Vernon Subutex 1
Virginie Despentes's Vernon Subutex trilogy is the zeitgeistiest thing I ever read. Everything about it is contemporary, right down to the fearless woman author who doesn't think of herself as a feminist and gives an impression at least in interviews of habitually killing rapists . . . [It] has dupes and assholes and racists and the people they hate and a stunning diversity of internal monologues and trans true love. Like the last decade, it searches for a happy ending that isn't merely personal and can't find it . . . These novels with their depth and detail kick TV's sorry ass. --Nell Zink, Bustle, The Best Books Of The 2010s
From the provocative writer and filmmaker Virginie Despentes comes volume one of her acclaimed trilogy of novels, Vernon Subutex--short-listed for the Man Booker International Prize. But who is Vernon Subutex?
Vernon Subutex was once the proprietor of Revolver, an infamous music shop in Paris, where his name was legend throughout Paris. By the 2000s, however, with the arrival of the internet and the decline in CD and vinyl sales, his shop is struggling, like so many others. When it closes, Subutex finds himself with nowhere to go and nothing to do. Before long, his savings are gone, and when the mysterious rock star who had been covering his rent suddenly drops dead of a drug overdose, Subutex finds himself launched on an epic saga of couch-surfing, boozing, and coke-snorting before finally winding up homeless. Just as he resigns himself to life as a panhandler, a throwaway comment he once made on Facebook takes the internet by storm.
The word is out: Subutex is lugging around a bunch of VHS tapes shot by that same dead rock musician--his last recordings on this earth. Soon a crowd of wild characters, from screen writers to social media groupies, from porn stars to failed musicians to random misfits, are hot on Vernon's trail . . . but Vernon is none the wiser.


* **Exercise requirements**:
As you write out the lines from the one containing "The width and" through the last line of the records, keep them exact and leave out pictures.

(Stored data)
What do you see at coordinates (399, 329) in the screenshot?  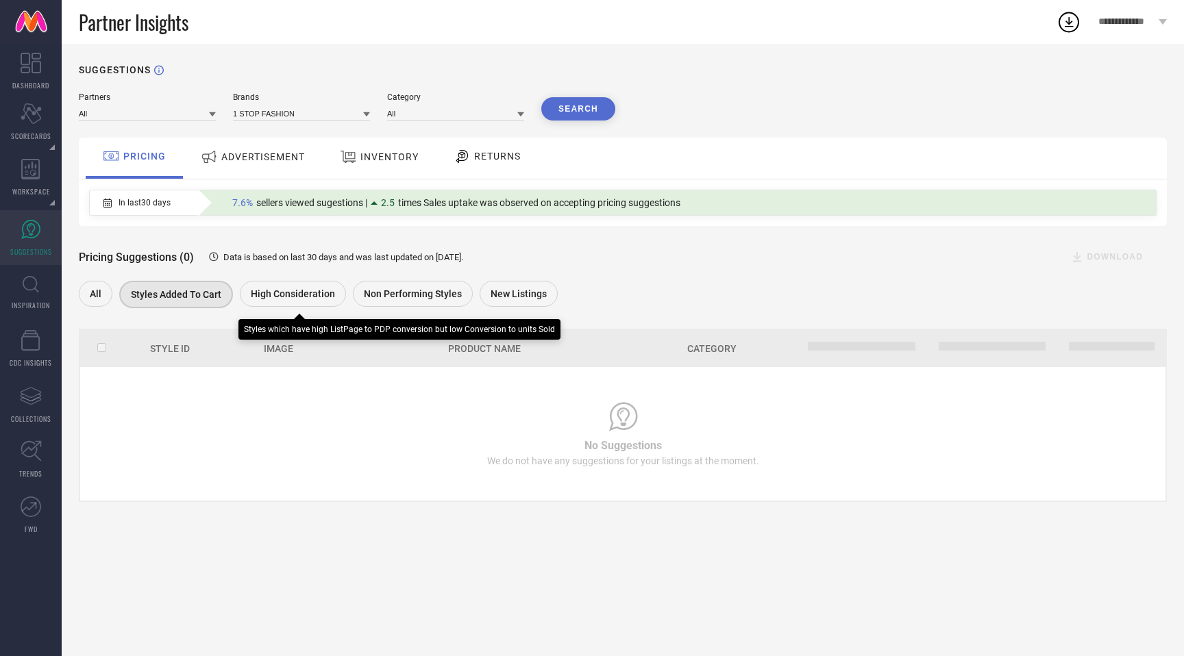 I see `div: Styles which have high ListPage to PDP conversion but low Conversion to units Sold` at bounding box center [399, 329].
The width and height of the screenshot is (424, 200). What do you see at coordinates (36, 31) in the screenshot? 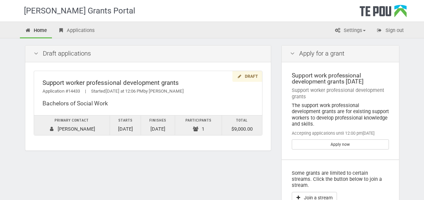
I see `a: Home` at bounding box center [36, 31].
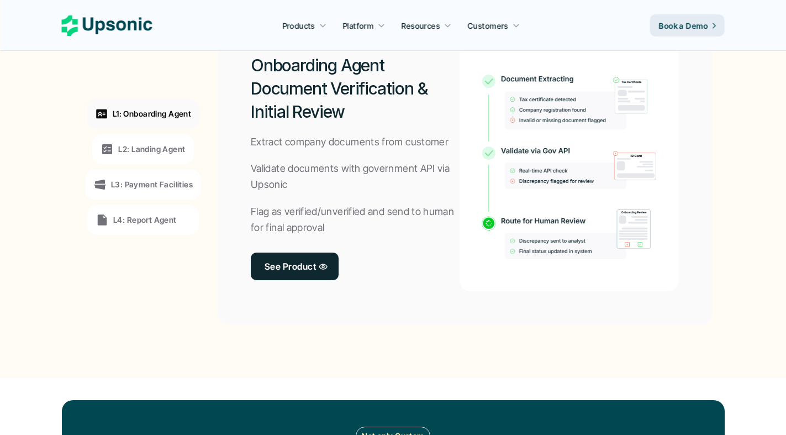  What do you see at coordinates (152, 113) in the screenshot?
I see `p: L1: Onboarding Agent` at bounding box center [152, 113].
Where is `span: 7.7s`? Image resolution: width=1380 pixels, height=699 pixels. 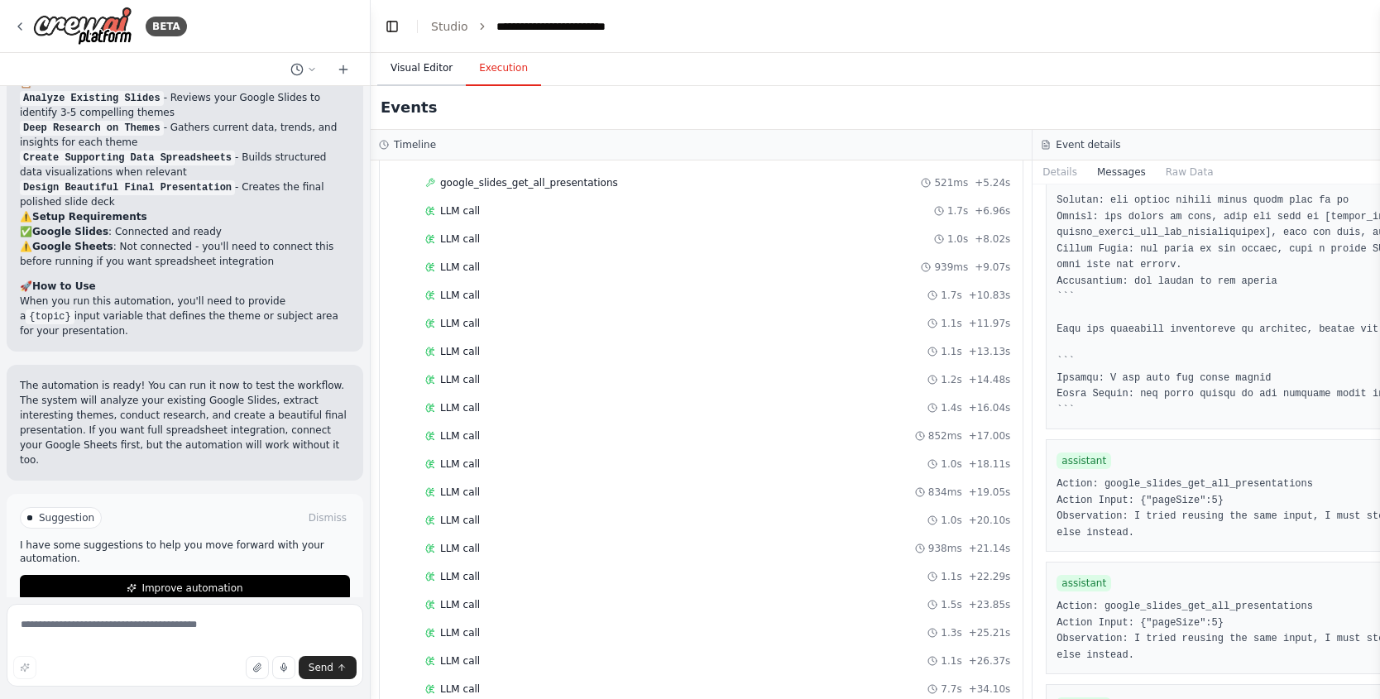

* **Reply**:
The width and height of the screenshot is (424, 200). What do you see at coordinates (36, 31) in the screenshot? 
I see `a: Home` at bounding box center [36, 31].
  What do you see at coordinates (152, 113) in the screenshot?
I see `p: L1: Onboarding Agent` at bounding box center [152, 113].
Where is `span: 7.7s`? Image resolution: width=1380 pixels, height=699 pixels. 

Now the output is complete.